This year marks the 75th observance of National Disability Employment Awareness Month
(October) and the 30th anniversary of the Americans with Disabilities Act. It also,
of course, marks the outbreak in the United States of the novel coronavirus, which
has caused additional challenges for those who have disabilities—for instance, those
with hearing impairments.
“Honestly, I never realized that I rely on seeing faces until masks were common,”
said Greta Reel, a first-year Communication major from Jeffersonville, Indiana, who
has auditory neuropathy. She wears hearing aids in both ears but also reads lips.
“Masks also muffle what people are saying. When I'm in public, I often have to guess
what is being said to me and hope that I have guessed right. … The COVID-19 pandemic
has made me feel slightly less independent.”
To help Greta and other students with hearing issues, Bellarmine’s Office of Accessibility Resource Centers is providing clear masks or face shields for their professors, as well as FM devices
that use a wireless microphone to amplify the speaker’s voice. Greta places the device
on her desk or table in her HyFlex classes. “The sound that it picks up goes to my
hearing aids,” she said, “and only I can hear it.”
The number of students receiving assistance is up about 7 percent compared to this
time last year, after initial accommodation meetings spiked 28 percent in the spring,
said Ronda Purdy, director of Accessibility Resource Center. Overall, the office served
13 percent more students in the 2019-20 academic year than it did the previous year.
While hearing-impaired students have great needs prompted by the pandemic, that number
of students at Bellarmine is relatively small, she said. The largest group the office
serves is students with ADHD and/or learning disabilities—and they, too, are struggling.
“Students with ADHD often have deficits in executive-planning skills—self-motivation,
problem-solving, organization,” she said. “They need a regular routine, knowing what
to expect every day, and we very abruptly interrupted their routine. They’re used
to getting up and going to class, but now it’s, ‘No, you are going to stay in one
place. This class is a Teams meeting and you log on at this time; that one is asynchronous.
Oh, and this one is just information on Moodle.’ You have to figure out the format
and how it’s going to be delivered and where to go.
“It’s quite a challenge for those students, not to mention the increased self-learning
in this online environment.”
The pandemic is also exacerbating students’ anxiety and depression, Purdy said. “Rapid
change is increasing that anxiety. Students with depression already want to isolate,
and this is making it very easy to do just that.”
Increased screen time can negatively affect students with migraines or brain injuries,
Purdy said. Her office has worked with instructors to allow those students to take
tests in paper-and-pencil format, scan them and return them.
Having to conduct all sessions with students through Teams has posed challenges for
Purdy and office coordinator Jessie Voigt as well.
“We’ve had to learn a whole new way to connect with new students,” Purdy said. “A
big part is getting them comfortable with accommodations and with us—to be comfortable
using us as a resource. It’s made that ‘getting to know you’ part really difficult
because there’s a screen there.”
It can also be awkward when students choose not to turn their camera on. “You want
to respect their privacy and it’s uncomfortable to say, ‘Hey, turn that camera on,’
but especially if it’s a student who is depressed, you want to see them,” Purdy said.
The Teams format might help to account for the fact that while the number of student
requests overall is up, the number of ongoing consultations is down. But Purdy thinks
the added stress of the pandemic is more likely the reason.
“Bellarmine attracts excellent students,” she said. “Our students with disabilities
are high-functioning students. I think that students who have a diagnosis but have
learned to manage—COVID just triggered this need for them. With the change in the
environment, suddenly they do need accommodations. It pushed those deficits.”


- [YOUR OBJECTIVE]:
A single figure is required: the number of lines in the data below that hold the word "square".

- [DATA EXTRACT]:
┄┄┄┄┄┄┄┄┄┄

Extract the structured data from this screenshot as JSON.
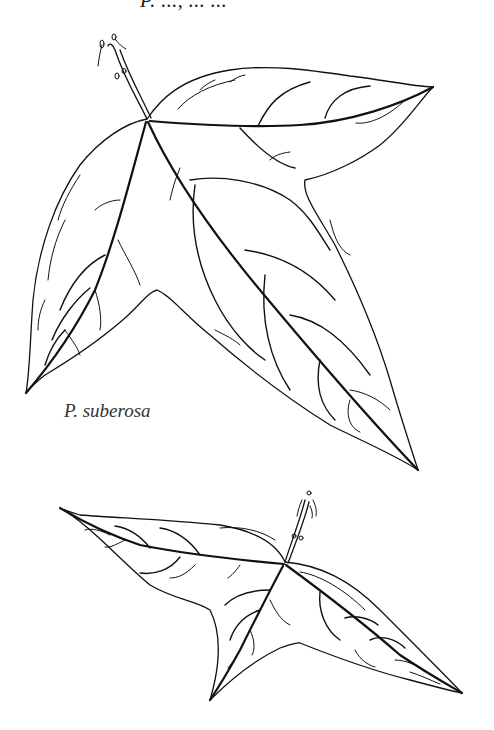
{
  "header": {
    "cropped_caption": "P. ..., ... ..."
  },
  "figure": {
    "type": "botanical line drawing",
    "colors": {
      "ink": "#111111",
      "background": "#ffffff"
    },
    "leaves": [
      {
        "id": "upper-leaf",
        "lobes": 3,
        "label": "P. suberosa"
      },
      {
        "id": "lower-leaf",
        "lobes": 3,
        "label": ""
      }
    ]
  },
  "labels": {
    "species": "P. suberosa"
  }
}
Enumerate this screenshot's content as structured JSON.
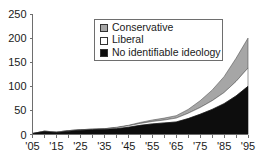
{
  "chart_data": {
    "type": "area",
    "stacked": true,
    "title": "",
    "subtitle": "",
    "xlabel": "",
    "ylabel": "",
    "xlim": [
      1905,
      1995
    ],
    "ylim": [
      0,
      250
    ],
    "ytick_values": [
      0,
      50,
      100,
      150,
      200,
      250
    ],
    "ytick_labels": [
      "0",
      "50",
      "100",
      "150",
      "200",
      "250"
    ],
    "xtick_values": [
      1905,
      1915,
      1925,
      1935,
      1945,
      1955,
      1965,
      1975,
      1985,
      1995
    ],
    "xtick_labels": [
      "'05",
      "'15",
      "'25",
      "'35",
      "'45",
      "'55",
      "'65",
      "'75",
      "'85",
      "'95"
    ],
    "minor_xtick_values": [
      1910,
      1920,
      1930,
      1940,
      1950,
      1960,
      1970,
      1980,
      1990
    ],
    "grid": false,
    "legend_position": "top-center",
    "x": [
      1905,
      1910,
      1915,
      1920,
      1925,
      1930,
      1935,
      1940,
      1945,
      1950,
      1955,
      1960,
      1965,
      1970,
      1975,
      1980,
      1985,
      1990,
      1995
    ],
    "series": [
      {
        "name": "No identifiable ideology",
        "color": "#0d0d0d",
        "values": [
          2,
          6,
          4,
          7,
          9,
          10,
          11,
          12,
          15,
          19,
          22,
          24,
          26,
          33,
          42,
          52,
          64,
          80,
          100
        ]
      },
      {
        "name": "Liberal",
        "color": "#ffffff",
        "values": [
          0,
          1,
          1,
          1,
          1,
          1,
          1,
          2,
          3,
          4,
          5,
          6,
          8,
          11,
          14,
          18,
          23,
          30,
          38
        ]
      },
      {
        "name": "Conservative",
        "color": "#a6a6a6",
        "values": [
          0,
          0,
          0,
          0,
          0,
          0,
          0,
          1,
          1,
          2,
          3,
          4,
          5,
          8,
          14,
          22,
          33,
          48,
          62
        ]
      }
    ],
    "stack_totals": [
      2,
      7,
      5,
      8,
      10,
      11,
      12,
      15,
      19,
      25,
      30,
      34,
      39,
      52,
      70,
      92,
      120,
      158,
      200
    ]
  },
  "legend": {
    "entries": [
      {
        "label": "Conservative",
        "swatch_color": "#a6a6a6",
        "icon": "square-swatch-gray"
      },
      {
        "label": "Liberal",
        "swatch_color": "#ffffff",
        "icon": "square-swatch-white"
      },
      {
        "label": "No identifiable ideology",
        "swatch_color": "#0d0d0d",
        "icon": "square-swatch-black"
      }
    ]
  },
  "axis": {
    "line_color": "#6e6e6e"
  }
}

┄┄┄┄┄┄┄┄┄┄

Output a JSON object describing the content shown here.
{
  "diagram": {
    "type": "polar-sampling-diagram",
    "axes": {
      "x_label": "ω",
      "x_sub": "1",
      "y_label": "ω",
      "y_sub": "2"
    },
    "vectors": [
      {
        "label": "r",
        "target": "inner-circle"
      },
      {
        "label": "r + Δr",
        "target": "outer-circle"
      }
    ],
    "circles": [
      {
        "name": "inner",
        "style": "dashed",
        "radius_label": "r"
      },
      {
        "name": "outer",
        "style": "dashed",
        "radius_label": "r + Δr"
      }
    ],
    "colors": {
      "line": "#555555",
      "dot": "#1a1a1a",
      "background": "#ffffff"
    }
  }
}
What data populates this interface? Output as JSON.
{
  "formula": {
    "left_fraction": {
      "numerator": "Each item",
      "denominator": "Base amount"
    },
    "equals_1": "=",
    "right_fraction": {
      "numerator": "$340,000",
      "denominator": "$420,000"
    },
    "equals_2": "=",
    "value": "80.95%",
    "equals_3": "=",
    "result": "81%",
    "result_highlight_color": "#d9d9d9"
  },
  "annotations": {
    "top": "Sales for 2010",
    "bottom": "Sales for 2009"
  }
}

┄┄┄┄┄┄┄┄┄┄

- [TASK SOLUTION]:
3